As we hear the shofar cry, we need to wake up and realise that our world is rapidly going to hell in a hand-basket. Human greed and excess are bringing us to a place we have never been: beyond the point of sustainability - ecologically or morally! Creation is crying out under the strains of our consumption and wickedness. There is only one answer: repentance and a turning away from our ways of indulgence and sin. The world needs - and is going to get, sooner than it expects and whether it likes it or not - Yeshua and, through Him, a return to and alignment with the ways of G-d. The Scriptures tell us that "This Yeshua, who was taken up from you into heaven, will come in the same way as you saw Him go into heaven" (Acts 1:11, ESV. We know the exact point of His return - "On that day His feet shall stand on the Mount of Olives that lies before Jerusalem on the east" (Zechariah 14:4, ESV) and that "every eye will see Him, even those who pierced Him, and all tribes of the earth will wail on account of Him" (Revelation 1:7, ESV). When He returns, "from his mouth comes a sharp sword with which to strike down the nations, and he will rule them with a rod of iron" (19:15, ESV). Abuse and exploitation will be ended; waste and excess will cease and "the earth will be filled with the knowledge of the glory of the L-RD as the waters cover the sea" (Habakkuk 2:14, ESV). The Psalmist warns the nations: "Now therefore, O kings, be wise; be warned, O rulers of the earth. Serve the L-RD with fear, and rejoice with trembling. Kiss the Son, lest He be angry, and you perish in the way, for His wrath is quickly kindled. Blessed are all who take refuge in Him" (Psalm 2:10-12, ESV).

Every day, G-d reaches out to call people to repentance and invites them to join His kingdom and become a part of the solution rather than the problem. Perhaps particularly during the High Holy Day season, as we consider that it might just be at this time that Yeshua does return. That is why the Bible says, "Today, if you hear his voice, do not harden your hearts" (Hebrews 3:15, ESV). Through the prophet G-d proclaimed, "In a time of favor I have answered you; in a day of salvation I have helped you" (Isaiah 49:8, ESV) and then Rav Sha'ul explained that "now is the favorable time; behold, now is the day of salvation" (2 Corinthians 6:2, ESV).

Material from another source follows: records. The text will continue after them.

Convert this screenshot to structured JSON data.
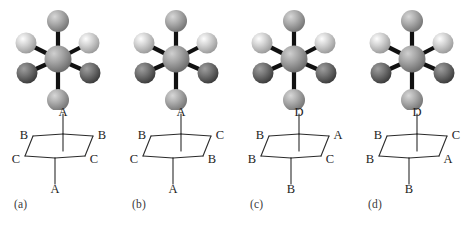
{
  "figure": {
    "kind": "newman-projection-figure",
    "panel_count": 4,
    "background_color": "#ffffff",
    "line_color": "#2b2b2b"
  },
  "sphere_palette": {
    "white": "#efefef",
    "light": "#c9c9c9",
    "light_medium": "#bdbdbd",
    "medium": "#a3a3a3",
    "medium_dark": "#8a8a8a",
    "dark": "#6a6a6a",
    "center": "#9b9b9b",
    "bond": "#111111"
  },
  "panels": [
    {
      "id": "a",
      "caption": "(a)",
      "model": {
        "center_tone": "center",
        "substituents": [
          {
            "position": "top",
            "tone": "medium"
          },
          {
            "position": "upper-left",
            "tone": "light"
          },
          {
            "position": "upper-right",
            "tone": "light"
          },
          {
            "position": "lower-left",
            "tone": "dark"
          },
          {
            "position": "lower-right",
            "tone": "dark"
          },
          {
            "position": "bottom",
            "tone": "medium"
          }
        ]
      },
      "newman": {
        "top": "A",
        "upper_left": "B",
        "upper_right": "B",
        "lower_left": "C",
        "lower_right": "C",
        "bottom": "A"
      }
    },
    {
      "id": "b",
      "caption": "(b)",
      "model": {
        "center_tone": "center",
        "substituents": [
          {
            "position": "top",
            "tone": "medium"
          },
          {
            "position": "upper-left",
            "tone": "light"
          },
          {
            "position": "upper-right",
            "tone": "dark"
          },
          {
            "position": "lower-left",
            "tone": "dark"
          },
          {
            "position": "lower-right",
            "tone": "light"
          },
          {
            "position": "bottom",
            "tone": "medium"
          }
        ]
      },
      "newman": {
        "top": "A",
        "upper_left": "B",
        "upper_right": "C",
        "lower_left": "C",
        "lower_right": "B",
        "bottom": "A"
      }
    },
    {
      "id": "c",
      "caption": "(c)",
      "model": {
        "center_tone": "center",
        "substituents": [
          {
            "position": "top",
            "tone": "white"
          },
          {
            "position": "upper-left",
            "tone": "medium"
          },
          {
            "position": "upper-right",
            "tone": "medium"
          },
          {
            "position": "lower-left",
            "tone": "light_medium"
          },
          {
            "position": "lower-right",
            "tone": "dark"
          },
          {
            "position": "bottom",
            "tone": "medium"
          }
        ]
      },
      "newman": {
        "top": "D",
        "upper_left": "B",
        "upper_right": "A",
        "lower_left": "B",
        "lower_right": "C",
        "bottom": "B"
      }
    },
    {
      "id": "d",
      "caption": "(d)",
      "model": {
        "center_tone": "center",
        "substituents": [
          {
            "position": "top",
            "tone": "white"
          },
          {
            "position": "upper-left",
            "tone": "light_medium"
          },
          {
            "position": "upper-right",
            "tone": "dark"
          },
          {
            "position": "lower-left",
            "tone": "light"
          },
          {
            "position": "lower-right",
            "tone": "medium"
          },
          {
            "position": "bottom",
            "tone": "medium"
          }
        ]
      },
      "newman": {
        "top": "D",
        "upper_left": "B",
        "upper_right": "C",
        "lower_left": "B",
        "lower_right": "A",
        "bottom": "B"
      }
    }
  ]
}
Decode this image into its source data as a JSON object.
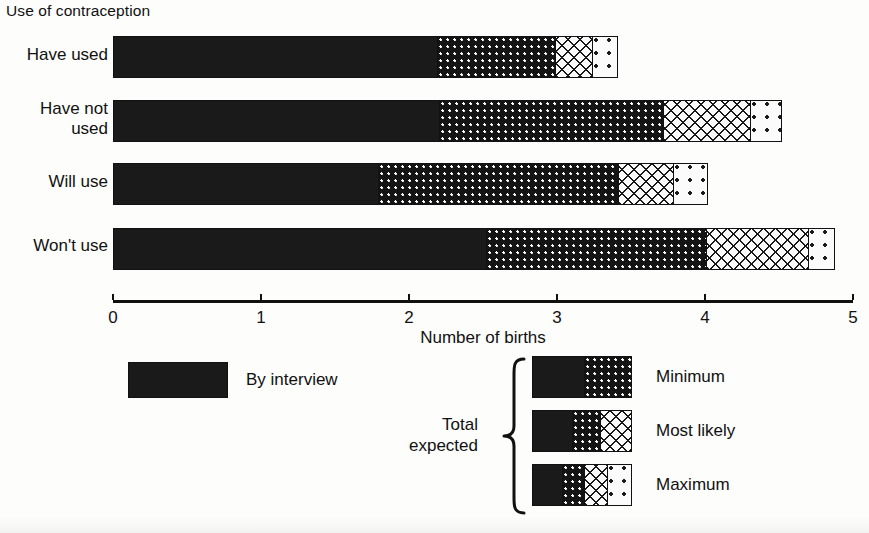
{
  "title": "Use of contraception",
  "axis": {
    "caption": "Number of births",
    "ticks": [
      "0",
      "1",
      "2",
      "3",
      "4",
      "5"
    ],
    "min": 0,
    "max": 5
  },
  "categories": [
    {
      "label": "Have used"
    },
    {
      "label": "Have not\nused"
    },
    {
      "label": "Will use"
    },
    {
      "label": "Won't use"
    }
  ],
  "legend": {
    "by_interview": "By interview",
    "group_label": "Total\nexpected",
    "rows": [
      {
        "label": "Minimum"
      },
      {
        "label": "Most likely"
      },
      {
        "label": "Maximum"
      }
    ]
  },
  "colors": {
    "solid": "#1a1a1a",
    "dense_dots": "#141414",
    "crosshatch": "#fafafa",
    "sparse_dots": "#fbfbfb",
    "axis": "#111111",
    "background": "#fdfdfb"
  },
  "chart_data": {
    "type": "bar",
    "orientation": "horizontal",
    "stacked": true,
    "title": "Use of contraception",
    "xlabel": "Number of births",
    "ylabel": "",
    "xlim": [
      0,
      5
    ],
    "xticks": [
      0,
      1,
      2,
      3,
      4,
      5
    ],
    "grid": false,
    "legend_position": "bottom",
    "categories": [
      "Have used",
      "Have not used",
      "Will use",
      "Won't use"
    ],
    "series": [
      {
        "name": "By interview",
        "pattern": "solid",
        "values": [
          2.19,
          2.2,
          1.79,
          2.52
        ]
      },
      {
        "name": "Minimum",
        "pattern": "dense-dots",
        "cumulative_values": [
          2.99,
          3.72,
          3.42,
          4.01
        ],
        "values": [
          0.8,
          1.52,
          1.63,
          1.49
        ]
      },
      {
        "name": "Most likely",
        "pattern": "crosshatch",
        "cumulative_values": [
          3.24,
          4.31,
          3.79,
          4.7
        ],
        "values": [
          0.25,
          0.59,
          0.37,
          0.69
        ]
      },
      {
        "name": "Maximum",
        "pattern": "sparse-dots",
        "cumulative_values": [
          3.41,
          4.52,
          4.02,
          4.88
        ],
        "values": [
          0.17,
          0.21,
          0.23,
          0.18
        ]
      }
    ],
    "bars": [
      {
        "category": "Have used",
        "by_interview": 2.19,
        "minimum": 2.99,
        "most_likely": 3.24,
        "maximum": 3.41
      },
      {
        "category": "Have not used",
        "by_interview": 2.2,
        "minimum": 3.72,
        "most_likely": 4.31,
        "maximum": 4.52
      },
      {
        "category": "Will use",
        "by_interview": 1.79,
        "minimum": 3.42,
        "most_likely": 3.79,
        "maximum": 4.02
      },
      {
        "category": "Won't use",
        "by_interview": 2.52,
        "minimum": 4.01,
        "most_likely": 4.7,
        "maximum": 4.88
      }
    ]
  }
}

Every day in this age is a day of salvation, but especially today, because today is the day when all the pieces join up and we can hear the apostle saying, "We implore you on behalf of Messiah, be reconciled to G-d" (2 Corinthians 5:20, ESV). Will you hear the Spirit speaking to you today? The choice is with you!

1. - David J. A. Clines (ed.) The Concise Dictionary of Classical Hebrew, (Sheffield: Sheffield Phoenix Press, 2009), page 168.

2. - Assuming around forty years per generation, 3 x 40 = 120, which takes us back to 1900 CE.

3. - Walter Brueggemann, Deuteronomy Abingdon Old Testament Commentaries, (Nashville, TN: Abingdon Press, 2001), page 279.

Further Study: Isaiah 57:15-16; Psalm 9:7-10; Luke 4:18-21

Application: Have you drifted away from your relationship with G-d and "abandoned the love you had at first" (Revelation 2:4, ESV)? Or has it suddenly occurred to you that you don't really know Him as well as you thought you did? Perhaps you have just come out in a cold sweat because you don't know Him at all. In all cases, this verse applies to you: "a bruised reed He will not break, and a smouldering wick He will not quench" (Matthew 12:20, ESV). Make the call right now and get sorted out. Yeshua is waiting for you.

Buy your own copy of the Drash Book for Deuteronomy/D'varim now at Amazon US or Amazon UK.

© Jonathan Allen, 2020



Messianic Trust Home Page Join Weekly Email More Weekly Drashot
Last Week Support the work of producing this weekly commentary
Next Week
Last Year - 5779 Scripture Index Next Year - 5781


Your turn - what do you think of the ideas in this drash ?

Name Display my name ? Yes No
Email Your email address is kept private. Our editor needs it in case we have a question about your comments.
Comments
Like most print and online magazines, we reserve the right to edit or publish only those comments we feel are edifying in tone and content.